Russia gears up to mark Victory Day
Russia is preparing this week to celebrate the 70th anniversary of the May 9, 1945 Soviet victory over Nazi Germany with imperial flair and a military parade on Saturday.
An estimated 27 million of the former Soviet Union's soldiers and civilians were killed in World War II, and the Red Army's triumph in the deadliest war in history is a huge point of pride in Russia.
Victory Day brings together Russians from all walks of life irrespective of political sympathies.
"It is a day of glory, a day of our people's pride, a day of the highest veneration of a generation of victors," said Russian President Vladimir Putin.
Putin, who has railed against attempts to belittle Russia's role in the war, lost many relatives. But he said that his father, who was critically injured, and his mother, who barely survived the Leningrad siege, did not hold a grudge against Nazi soldiers.
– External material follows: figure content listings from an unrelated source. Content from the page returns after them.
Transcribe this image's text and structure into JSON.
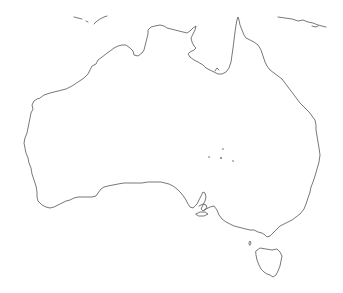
{
  "map": {
    "title": "",
    "region": "Australia",
    "style": "outline",
    "colors": {
      "background": "#ffffff",
      "coastline": "#555555"
    },
    "stroke_width": 0.8,
    "features": [
      {
        "name": "mainland",
        "type": "coastline"
      },
      {
        "name": "tasmania",
        "type": "coastline"
      },
      {
        "name": "kangaroo-island",
        "type": "coastline"
      },
      {
        "name": "new-guinea-south-coast",
        "type": "coastline"
      },
      {
        "name": "timor-islands",
        "type": "coastline"
      },
      {
        "name": "coral-sea-islets",
        "type": "points"
      },
      {
        "name": "king-island",
        "type": "coastline"
      }
    ]
  }
}
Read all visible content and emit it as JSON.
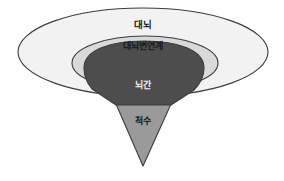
{
  "figure": {
    "title": "",
    "background_color": "#ffffff",
    "width": 284,
    "height": 181
  },
  "diagram": {
    "type": "nested-anatomy-diagram",
    "regions": [
      {
        "id": "cerebrum",
        "label": "대뇌",
        "shape": "ellipse",
        "fill_color": "#f2f2f2",
        "stroke_color": "#3c3c3c",
        "layer": 1,
        "label_color": "#1a1a1a",
        "label_x": 143,
        "label_y": 25,
        "label_size": 9.5,
        "cx": 143,
        "cy": 52,
        "rx": 125,
        "ry": 44
      },
      {
        "id": "limbic-system",
        "label": "대뇌변연계",
        "shape": "ellipse",
        "fill_color": "#d9d9d9",
        "stroke_color": "#3c3c3c",
        "layer": 2,
        "label_color": "#1a1a1a",
        "label_x": 143,
        "label_y": 46,
        "label_size": 9,
        "cx": 145,
        "cy": 63,
        "rx": 73,
        "ry": 27
      },
      {
        "id": "brainstem",
        "label": "뇌간",
        "shape": "fan",
        "fill_color": "#4d4d4d",
        "stroke_color": "#3c3c3c",
        "layer": 3,
        "label_color": "#f0f0f0",
        "label_x": 143,
        "label_y": 85,
        "label_size": 9
      },
      {
        "id": "spinal-cord",
        "label": "척수",
        "shape": "triangle",
        "fill_color": "#9a9a9a",
        "stroke_color": "#3c3c3c",
        "layer": 4,
        "label_color": "#1a1a1a",
        "label_x": 143,
        "label_y": 121,
        "label_size": 9,
        "apex_x": 143,
        "apex_y": 166,
        "top_left_x": 116,
        "top_right_x": 171,
        "top_y": 105
      }
    ]
  }
}
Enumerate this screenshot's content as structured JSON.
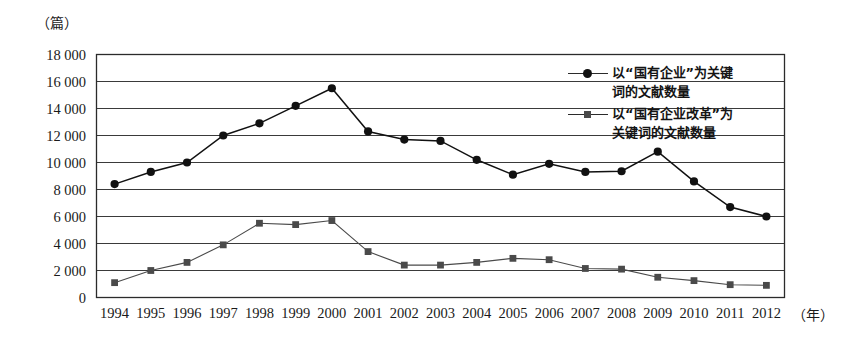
{
  "chart_data": {
    "type": "line",
    "title": "",
    "xlabel": "（年）",
    "ylabel": "（篇）",
    "x": [
      1994,
      1995,
      1996,
      1997,
      1998,
      1999,
      2000,
      2001,
      2002,
      2003,
      2004,
      2005,
      2006,
      2007,
      2008,
      2009,
      2010,
      2011,
      2012
    ],
    "categories": [
      "1994",
      "1995",
      "1996",
      "1997",
      "1998",
      "1999",
      "2000",
      "2001",
      "2002",
      "2003",
      "2004",
      "2005",
      "2006",
      "2007",
      "2008",
      "2009",
      "2010",
      "2011",
      "2012"
    ],
    "ylim": [
      0,
      18000
    ],
    "ytick_values": [
      0,
      2000,
      4000,
      6000,
      8000,
      10000,
      12000,
      14000,
      16000,
      18000
    ],
    "ytick_labels": [
      "0",
      "2 000",
      "4 000",
      "6 000",
      "8 000",
      "10 000",
      "12 000",
      "14 000",
      "16 000",
      "18 000"
    ],
    "grid": true,
    "grid_axis": "y",
    "legend_position": "top-right-inside",
    "series": [
      {
        "name": "以“国有企业”为关键词的文献数量",
        "marker": "circle",
        "color": "#111111",
        "values": [
          8400,
          9300,
          10000,
          12000,
          12900,
          14200,
          15500,
          12300,
          11700,
          11600,
          10200,
          9100,
          9900,
          9300,
          9350,
          10800,
          8600,
          6700,
          6000
        ]
      },
      {
        "name": "以“国有企业改革”为关键词的文献数量",
        "marker": "square",
        "color": "#4a4a4a",
        "values": [
          1100,
          2000,
          2600,
          3900,
          5500,
          5400,
          5700,
          3400,
          2400,
          2400,
          2600,
          2900,
          2800,
          2150,
          2100,
          1500,
          1250,
          950,
          900
        ]
      }
    ]
  },
  "legend": {
    "items": [
      {
        "label_line1": "以“国有企业”为关键",
        "label_line2": "词的文献数量"
      },
      {
        "label_line1": "以“国有企业改革”为",
        "label_line2": "关键词的文献数量"
      }
    ]
  },
  "axes": {
    "y_unit": "（篇）",
    "x_unit": "（年）"
  }
}
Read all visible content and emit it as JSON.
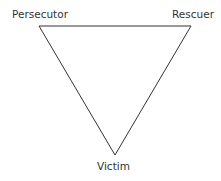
{
  "diagram": {
    "nodes": [
      {
        "id": "persecutor",
        "label": "Persecutor"
      },
      {
        "id": "rescuer",
        "label": "Rescuer"
      },
      {
        "id": "victim",
        "label": "Victim"
      }
    ],
    "line_color": "#333333",
    "text_color": "#333333"
  }
}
"They had no hate for the enemy - that's what is surprising," he wrote recently in a column for a Russian magazine. "Honestly, to this day I cannot quite understand it."
On Saturday, Putin will preside over a Red Square parade featuring Russia's newest weapons, along with more than 15,000 Russian and foreign troops, Indian brigadiers and Chinese honor guards.
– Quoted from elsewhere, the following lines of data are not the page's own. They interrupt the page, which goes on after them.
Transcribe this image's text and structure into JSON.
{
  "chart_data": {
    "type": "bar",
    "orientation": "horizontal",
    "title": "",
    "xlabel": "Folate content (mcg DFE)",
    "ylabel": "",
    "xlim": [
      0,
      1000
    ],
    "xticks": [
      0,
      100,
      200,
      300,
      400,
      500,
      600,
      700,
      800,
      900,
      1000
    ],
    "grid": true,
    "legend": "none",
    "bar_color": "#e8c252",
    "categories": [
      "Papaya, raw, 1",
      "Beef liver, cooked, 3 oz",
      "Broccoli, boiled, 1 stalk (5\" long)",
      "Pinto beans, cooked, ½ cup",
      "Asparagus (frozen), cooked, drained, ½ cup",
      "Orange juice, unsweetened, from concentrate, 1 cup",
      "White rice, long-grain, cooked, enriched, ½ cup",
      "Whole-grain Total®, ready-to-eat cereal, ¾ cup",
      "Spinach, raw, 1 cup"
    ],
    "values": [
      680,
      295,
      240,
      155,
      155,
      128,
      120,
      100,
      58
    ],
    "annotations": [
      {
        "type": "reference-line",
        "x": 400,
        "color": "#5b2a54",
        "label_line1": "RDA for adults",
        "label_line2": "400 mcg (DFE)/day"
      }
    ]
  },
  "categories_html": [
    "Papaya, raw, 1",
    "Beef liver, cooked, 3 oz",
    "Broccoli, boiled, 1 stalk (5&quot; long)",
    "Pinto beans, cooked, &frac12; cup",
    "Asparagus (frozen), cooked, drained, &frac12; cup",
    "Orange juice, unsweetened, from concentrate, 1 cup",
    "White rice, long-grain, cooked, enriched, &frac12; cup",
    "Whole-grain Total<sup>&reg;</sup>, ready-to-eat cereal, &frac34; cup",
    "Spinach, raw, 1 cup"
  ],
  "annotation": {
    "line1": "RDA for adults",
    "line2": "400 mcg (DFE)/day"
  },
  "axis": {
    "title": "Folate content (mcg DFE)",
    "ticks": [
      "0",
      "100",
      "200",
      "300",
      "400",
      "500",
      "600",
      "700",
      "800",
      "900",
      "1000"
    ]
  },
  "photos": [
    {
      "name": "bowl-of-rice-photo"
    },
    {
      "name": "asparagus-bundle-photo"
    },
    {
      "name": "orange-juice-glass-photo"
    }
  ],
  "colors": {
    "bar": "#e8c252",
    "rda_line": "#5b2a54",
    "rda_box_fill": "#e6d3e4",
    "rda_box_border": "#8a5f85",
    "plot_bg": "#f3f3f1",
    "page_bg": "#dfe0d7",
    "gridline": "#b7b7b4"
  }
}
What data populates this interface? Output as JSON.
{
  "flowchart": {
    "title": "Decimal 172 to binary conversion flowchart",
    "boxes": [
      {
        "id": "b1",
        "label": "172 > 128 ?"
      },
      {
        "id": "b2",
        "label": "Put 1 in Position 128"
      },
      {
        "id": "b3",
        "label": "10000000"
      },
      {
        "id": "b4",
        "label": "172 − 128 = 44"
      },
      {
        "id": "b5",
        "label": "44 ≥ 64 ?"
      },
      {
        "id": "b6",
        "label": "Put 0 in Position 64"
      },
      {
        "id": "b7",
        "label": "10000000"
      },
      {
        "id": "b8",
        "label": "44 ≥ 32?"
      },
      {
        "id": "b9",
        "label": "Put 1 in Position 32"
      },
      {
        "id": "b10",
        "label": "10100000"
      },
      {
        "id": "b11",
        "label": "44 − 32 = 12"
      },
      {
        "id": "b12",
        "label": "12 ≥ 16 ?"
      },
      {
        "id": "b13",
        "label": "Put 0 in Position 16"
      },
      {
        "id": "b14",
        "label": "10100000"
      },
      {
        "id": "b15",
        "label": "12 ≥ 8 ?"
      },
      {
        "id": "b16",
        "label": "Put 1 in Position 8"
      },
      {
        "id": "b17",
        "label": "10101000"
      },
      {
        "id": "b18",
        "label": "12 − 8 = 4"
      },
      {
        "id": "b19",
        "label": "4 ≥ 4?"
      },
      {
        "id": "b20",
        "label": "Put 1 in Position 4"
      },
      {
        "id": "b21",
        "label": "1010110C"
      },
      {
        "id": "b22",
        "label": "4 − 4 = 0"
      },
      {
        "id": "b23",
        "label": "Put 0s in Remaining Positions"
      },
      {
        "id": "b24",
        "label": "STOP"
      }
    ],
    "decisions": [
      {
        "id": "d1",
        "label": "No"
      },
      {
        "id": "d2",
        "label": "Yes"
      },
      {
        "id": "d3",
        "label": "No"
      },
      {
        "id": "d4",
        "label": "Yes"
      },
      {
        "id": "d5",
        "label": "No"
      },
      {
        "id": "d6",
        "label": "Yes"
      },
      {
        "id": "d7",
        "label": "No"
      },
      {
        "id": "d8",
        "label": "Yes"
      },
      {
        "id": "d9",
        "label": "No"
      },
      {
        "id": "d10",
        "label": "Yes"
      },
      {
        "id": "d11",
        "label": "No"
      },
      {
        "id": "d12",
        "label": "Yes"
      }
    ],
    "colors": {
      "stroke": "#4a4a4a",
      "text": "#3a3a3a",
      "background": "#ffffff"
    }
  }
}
He will host leaders from China, Cuba, India, South Africa and a number of former Soviet states who are among the 68 heads of state and leaders of international organizations invited to attend.
In another development, Russian Foreign Minister Sergey Lavrov and his German counterpart, Frank-Walter Steinmeier, will meet in Volgograd in south Russia on Thursday to discuss bilateral and international issues, Russia's Foreign Ministry said on Monday.
Survivors and liberators alike recalled on Sunday the horror of the Dachau concentration camp and the overwhelming sense of relief when it was liberated 70 years ago. German Chancellor Angela Merkel pledged to keep alive the memory of Nazi crimes and give no quarter to present-day discrimination or anti-Semitism.
Dachau, near Munich, was the first concentration camp the Nazis set up a few weeks after Adolf Hitler took power in 1933. Before it was liberated by US troops on April 29, 1945, more than 200,000 people from across Europe were held there, and over 40,000 prisoners died.